The country saw 799,728 births in 2022, the lowest number on record and the first ever dip below 800,000, according to statistics released by the Health Ministry on Tuesday. That number has nearly halved over the past 40 years; Japan, on the other hand, recorded more than 1.5 million births in 1982.
Japan also reported a record high for post-war deaths last year, exceeding 1.58 million.
Deaths in Japan have exceeded births for more than a decade, posing a growing problem for the leaders of the world’s third-largest economy. They now face a rapidly growing elderly population, along with a shrinking workforce to fund pensions and health care as demand from the aging population rises.
Japan’s population has been steadily declining since the economic boom of the 1980s, reaching 125.5 million in 2021 according to the most recent government figures.
The fertility rate of 1.3 is well below the 2.1 figure needed to maintain a stable population, without immigration.
The country also has one of the highest life expectancies in the world; in 2020, according to government data, nearly one in 1,500 people in Japan was 100 years old or older.
These worrying trends led to a warning from Prime Minister Fumio Kishida in January that Japan is “on the verge of not preserving social functions.”
“When we think about the sustainability and inclusiveness of our country’s economy and society, we place support for raising children as our most important policy,” he said, adding that Japan “simply cannot wait any longer” in resolving the problem of his low birth rate. .
A new government agency will be set up in April to focus on the issue, with Kishida saying in January that he wants the government to double its spending on child-related programs.

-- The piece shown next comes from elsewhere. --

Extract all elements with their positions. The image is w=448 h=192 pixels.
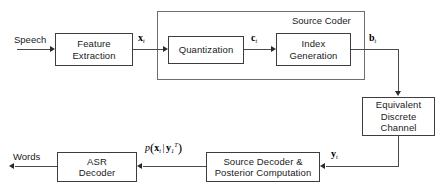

But money alone may not be able to solve the multifaceted problem, with various social factors contributing to the low birth rate.
Japan’s high cost of living, limited space and lack of childcare support in cities make it difficult to raise children, meaning fewer couples are having children. Urban couples are also often far from extended family in other regions, who could help provide support.
By 2022, Japan was one of the most expensive places in the world to raise a child, according to research from the Jefferies financial institution. And yet the country’s economy has stalled since the early 1990s, resulting in frustratingly low wages and little upward mobility.
Average real annual household income fell from 6.59 million yen ($50,600) in 1995 to 5.64 million yen ($43,300) in 2020, according to 2021 data from the Ministry of Health, Labor and Welfare.
Attitudes towards marriage and starting a family have also changed in recent years, with more couples putting both off during the pandemic – and young people feeling increasingly pessimistic about the future.
It’s a familiar story in East Asia, where South Korea’s fertility rate – already the lowest in the world – fell again last year on the latest setback to the country’s efforts to spur population decline.
Meanwhile, China is closing in on officially losing its title as the world’s most populous country to India after its population shrank in 2022 for the first time since the 1960s.